Rush Hour 3 (2007)
1/10
Why?
15 August 2007
Rush hour was originally produced under the working title 'demographic splice missile' but then a focus group sampling the target audience found that too obscure and thus the title was changed to reflect the time the session took place. That the original was such a huge hit is testament to the fact that the cynicism that green lights the likes of this derivative, formulaic toss is very well founded. American audiences really are that easy and frankly, if this is what they want, they deserve a double shunting each.

To recap the original partnered the matalan Bruce Lee, Jackie Chan with 'funnyman' Chris Tucker. Why the inverted commas? Because Tucker, a man with a voice that sounds like the a recording of a pig being slaughtered, is a witless hysteric whose trademark rapid fire noise ruins any film in which it features. The fifth element might have survived the ridiculous production design by gay fashion moron Jean Paul Gautier but it had no chance against Tucker's high pitched squealing. Why anyone of any age, sex, colour or nationality would find this milk curdling sound audible yet alone funny, is one of the great mysteries of the modern film era. Regardless millions of mentally retarded wide eyed drones laughed the first film to blockbuster status – awed by Chan's chop sockey manipulation of common objects in contrived situations, bowled over by Tucker's bolt on wisecracks and positively arse over face at Brett Ratner's workmanlike direction.

Rush Hour 2 followed in which the crazy cops did more of the same and were rewarded by a gross that made you pinch yourself with the severed fingers of the woman you'd killed in that first flush of anger. Were American ethnic minorities really so underrepresented in the studios annual output that they'd flock to see this in their millions? To put Rush Hour's coinage into some kind of perspective, imagine Shanghai Noon making $300m at the American box office. Doesn't feel right does it? No, dark forces were at work here – jet black in fact and now they're back for another bite of an already maggot ridden cherry.

Rush 3 was much delayed, not least because Tucker, a man in such high demand that he's been offered precisely nothing between Rush Hour movies, held out for an obscene $25m payday. There's no mystery as to why you don't see CT in anything else – what else can he do? He's completely hopeless. Cynical enough to rest on his non-existent laurels and obviously as clueless as the rest of us as to why he can become a multi-millionaire for doing absolutely sod all, he returns here to extend a franchise that was tired from the moment it started. The irrelevant plot is your standard washing line arrangement onto which a string of predictable comic and action set pieces are hung. The action shifts to Paris for reasons that won't concern you and from that point it really is an easy assignment for Hollywood script software B.A.N.G (the b-movie action narrative generator) here given the non de plume 'Jeff Nathanson'. America hating cab driver George is introduced as a clumsy stab at satirizing Franco-US relations post Iraq but this being a Brett Ratner movie the joke is as weak as a pint of p*ss topped up with tap water. George becomes a convert to American aggression of course but an attempt at self-deprecation 'It feels good to kill people for no reason' is lost on the Christopher Pike, bleeping chair crowd this thing is aimed at. If the jokes have all the polish of one of those grimy vans onto which someone has hand written 'clean me', what about the action? Its pedestrian stuff, predictable seen it all before cut and paste histrionics underscoring Ratner's reputation as a hack par nonchalance. To his eternal shame Roman Polanksi has an extended cameo here and considering his past it really is something to say he's never looked more embarrassed and thank God Ingmar Bergman died recently because the sight of Max Von Sydow in this mindless trudge might have killed him otherwise.

Punishingly poor and half an hour too long at just 90 minutes, Rush Hour 3 is the reason that people talk about the slow death of cinema, though in this case its a case of suicide. Its not that it's risible, every year has its crop of photochemical waste, it's simply that it's done so well. Inexplicable. Interminable. Intolerable.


## [About this exercise]
Output the lines from the one containing "Return the region for *mobile phone*." through the last line of the material below, exactly; please do not include pictures.

╭──

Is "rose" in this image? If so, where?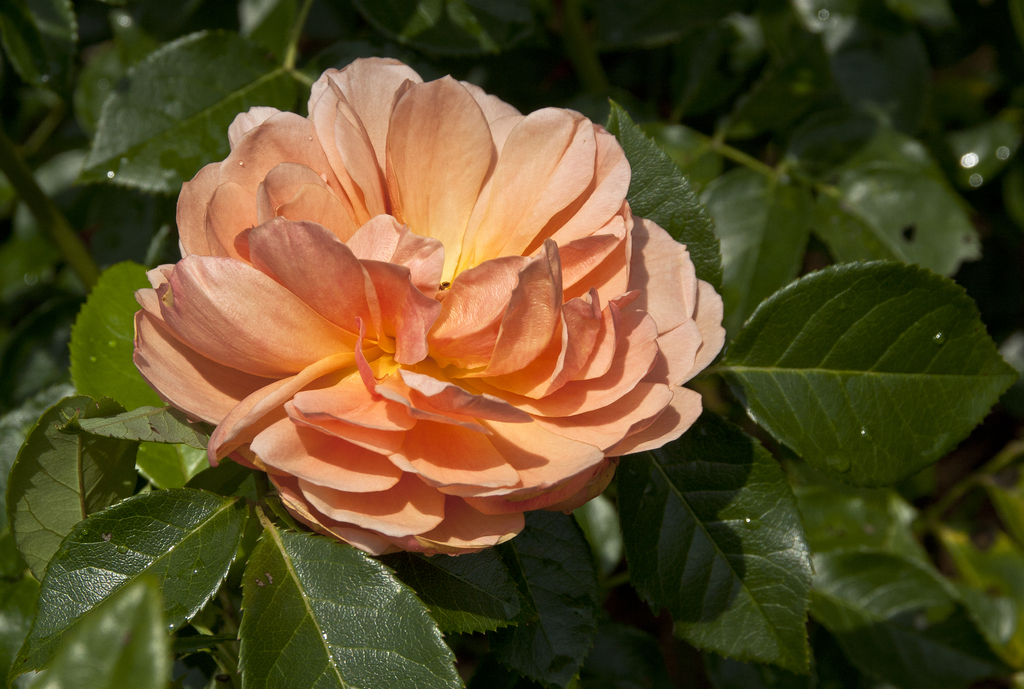
Yes, at x1=131 y1=56 x2=726 y2=558.
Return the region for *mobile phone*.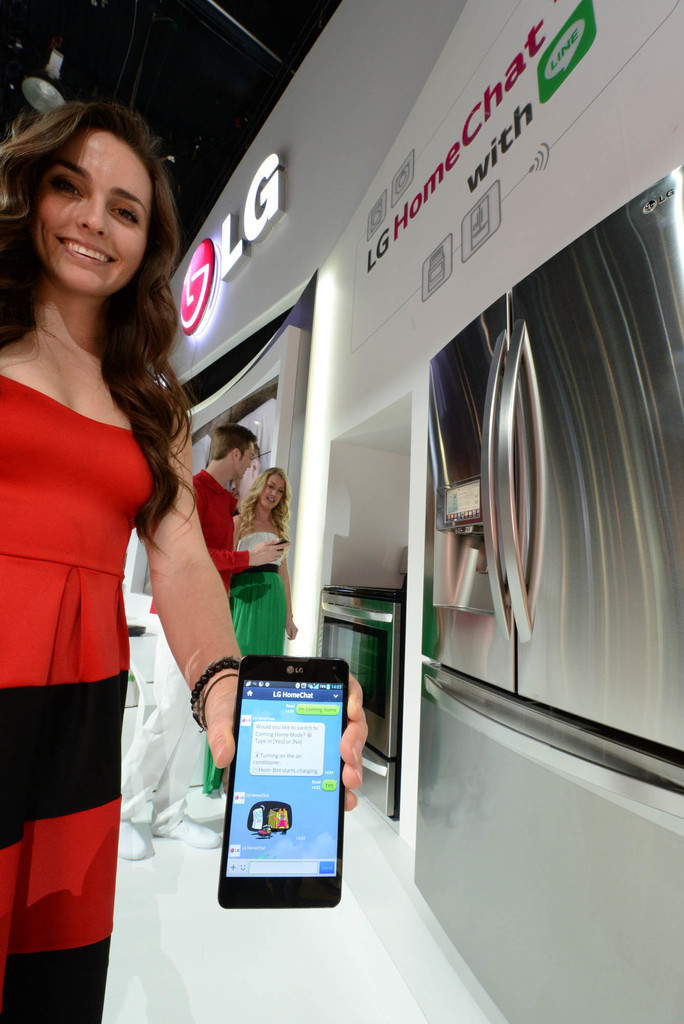
[x1=208, y1=664, x2=359, y2=918].
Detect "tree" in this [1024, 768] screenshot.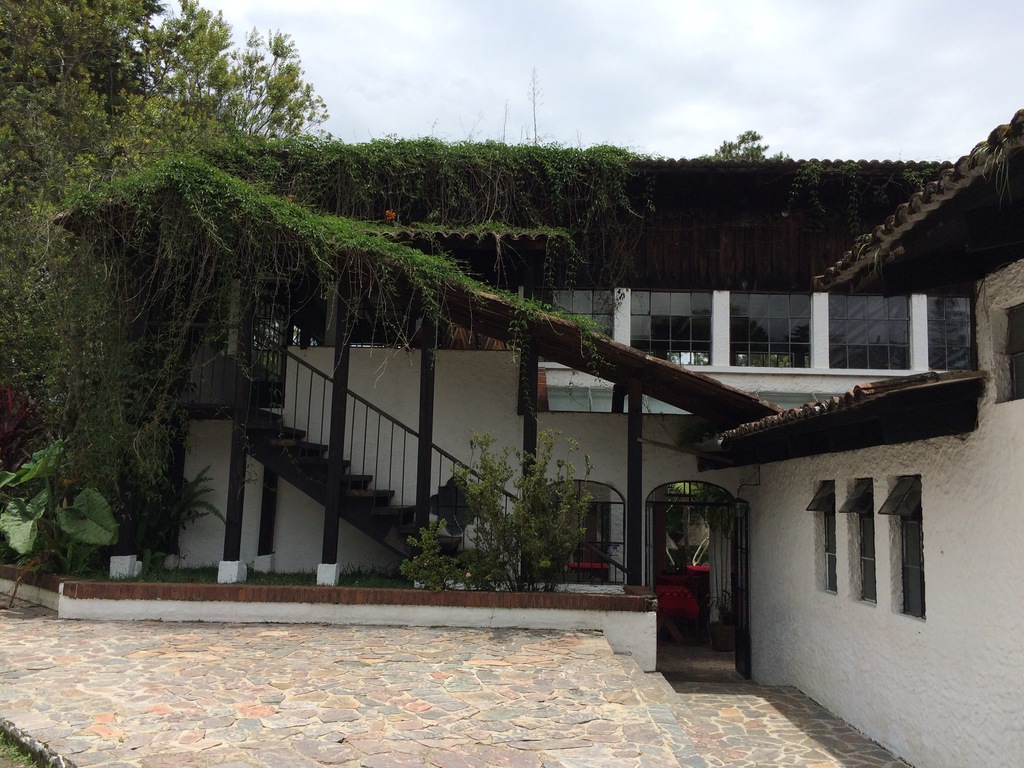
Detection: bbox=(391, 420, 597, 591).
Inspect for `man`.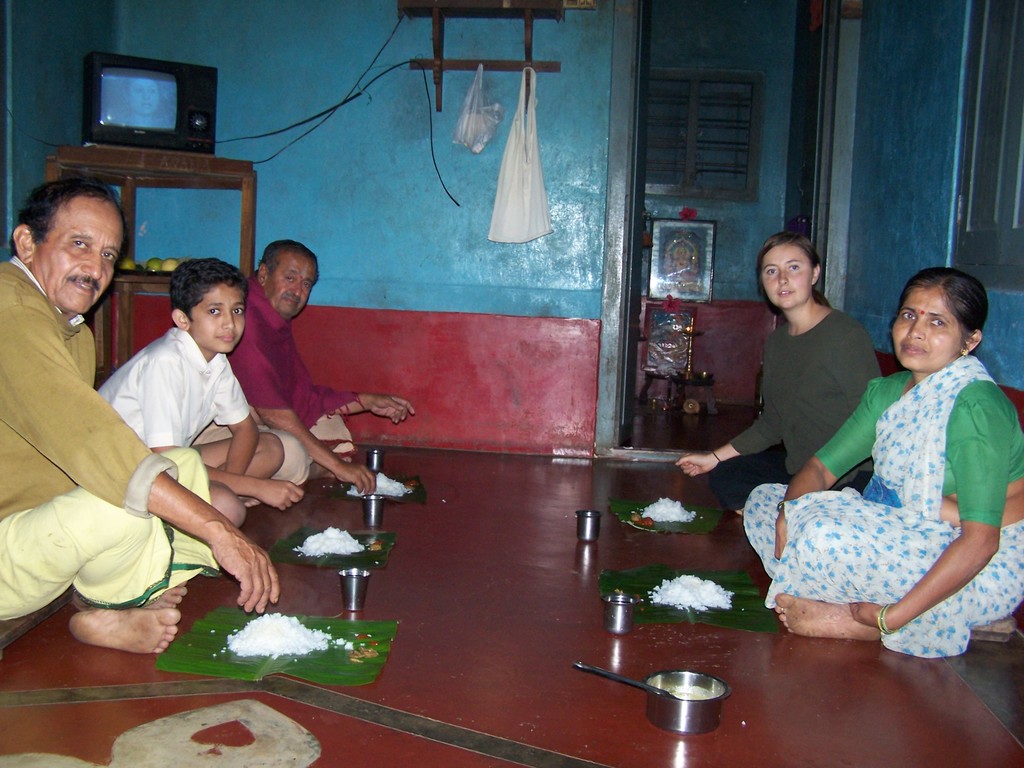
Inspection: x1=28, y1=201, x2=263, y2=651.
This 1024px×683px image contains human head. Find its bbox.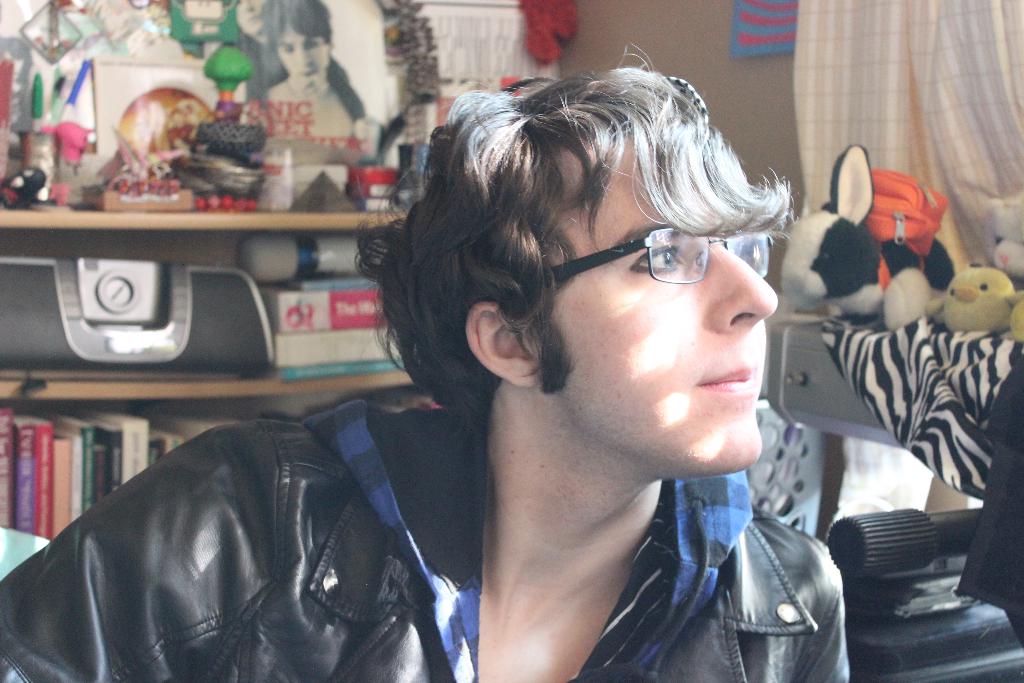
(left=402, top=67, right=792, bottom=481).
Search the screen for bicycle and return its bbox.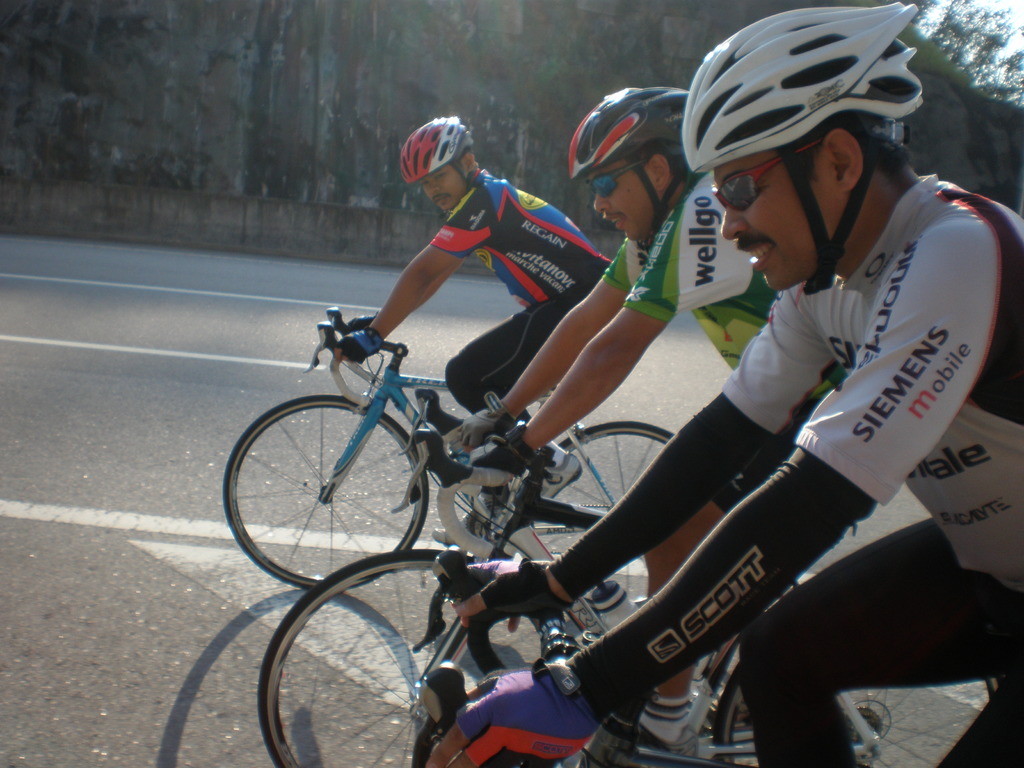
Found: <box>219,301,700,606</box>.
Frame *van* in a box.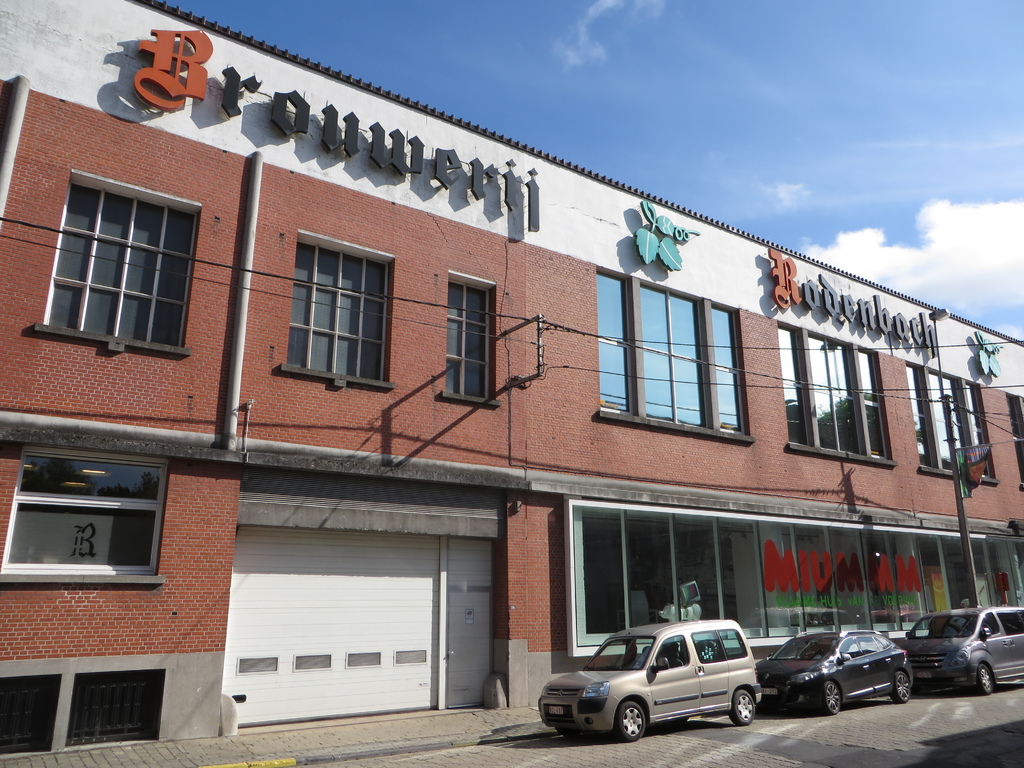
region(536, 617, 762, 744).
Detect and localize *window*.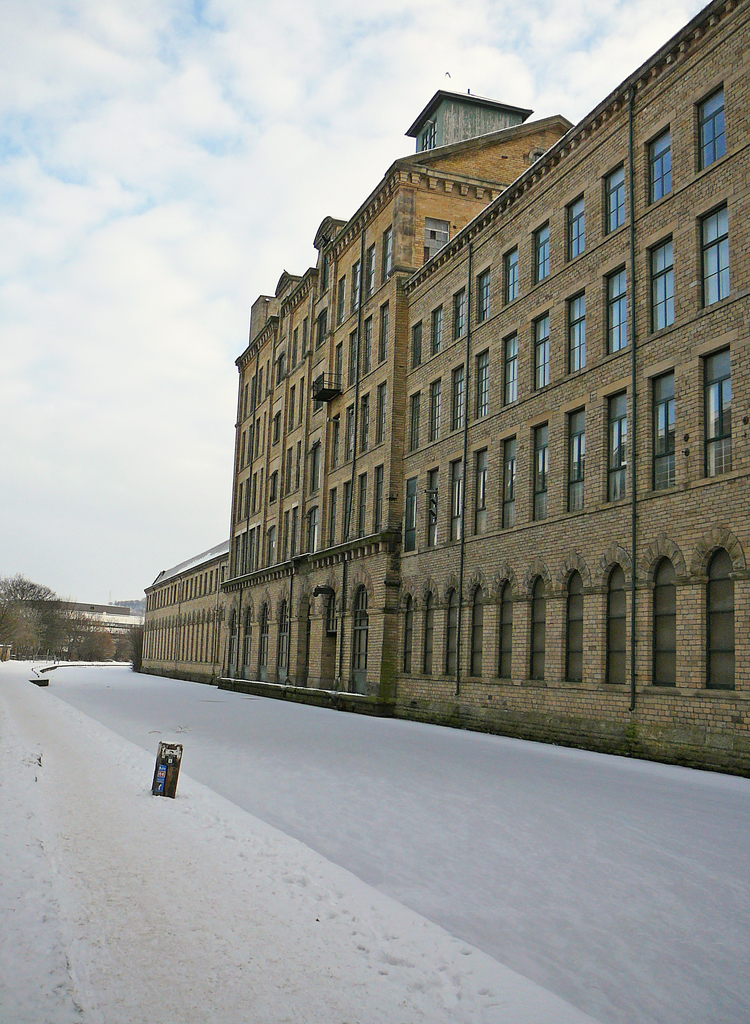
Localized at 358, 396, 371, 458.
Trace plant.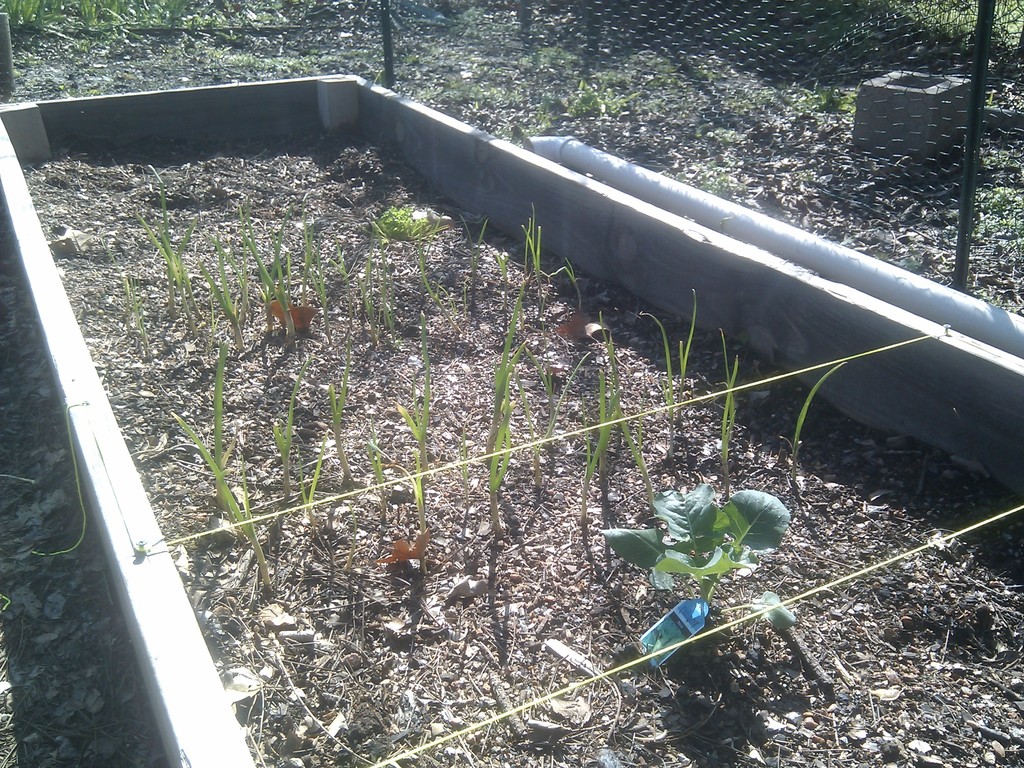
Traced to (left=265, top=209, right=333, bottom=358).
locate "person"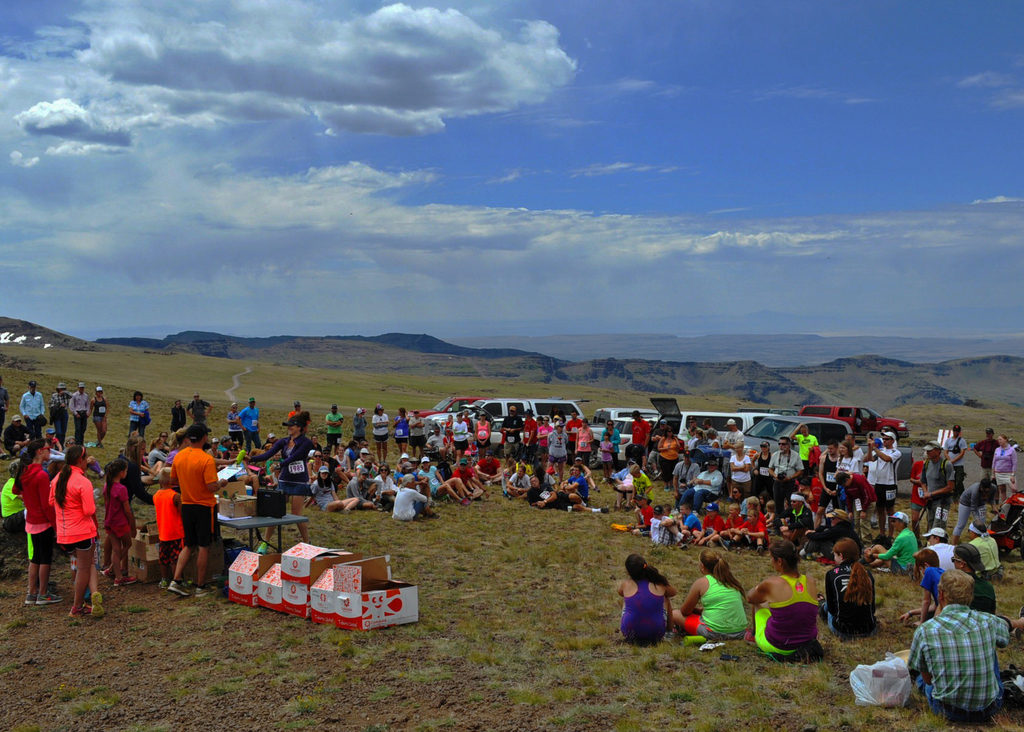
[423,460,473,508]
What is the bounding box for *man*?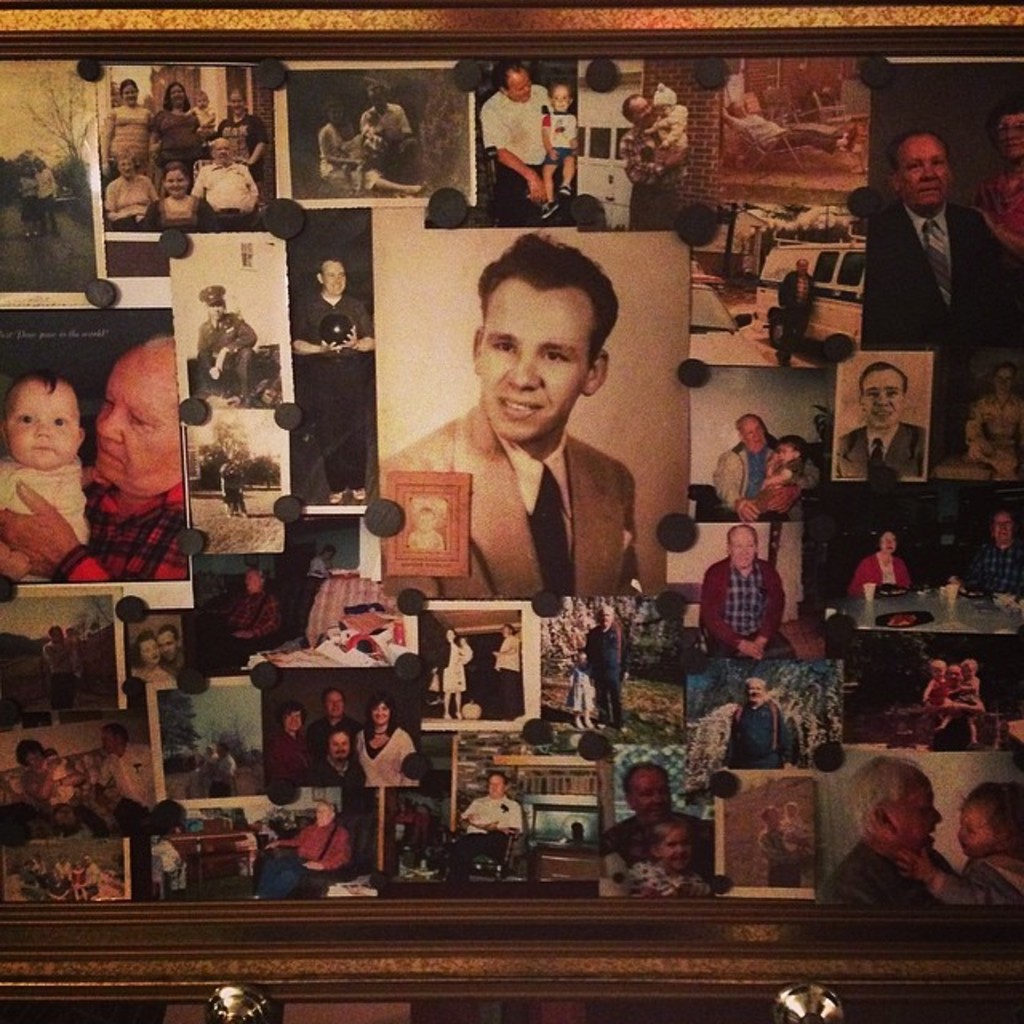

╰──

## [Answer to the exercise]
Return the region for *mobile phone*.
[x1=208, y1=664, x2=359, y2=918].
Detect "tree" in this [1024, 768] screenshot.
Detection: bbox=(391, 420, 597, 591).
Inspect for `man`.
Inspection: x1=28, y1=201, x2=263, y2=651.
This 1024px×683px image contains human head. Find its bbox.
(left=402, top=67, right=792, bottom=481).
Search the screen for bicycle and return its bbox.
Found: <box>219,301,700,606</box>.
Frame *van* in a box.
region(536, 617, 762, 744).
Detect and localize *window*.
Localized at 358, 396, 371, 458.
Trace plant.
Traced to (left=265, top=209, right=333, bottom=358).
locate "person"
[423,460,473,508]
What is the bounding box for *man*?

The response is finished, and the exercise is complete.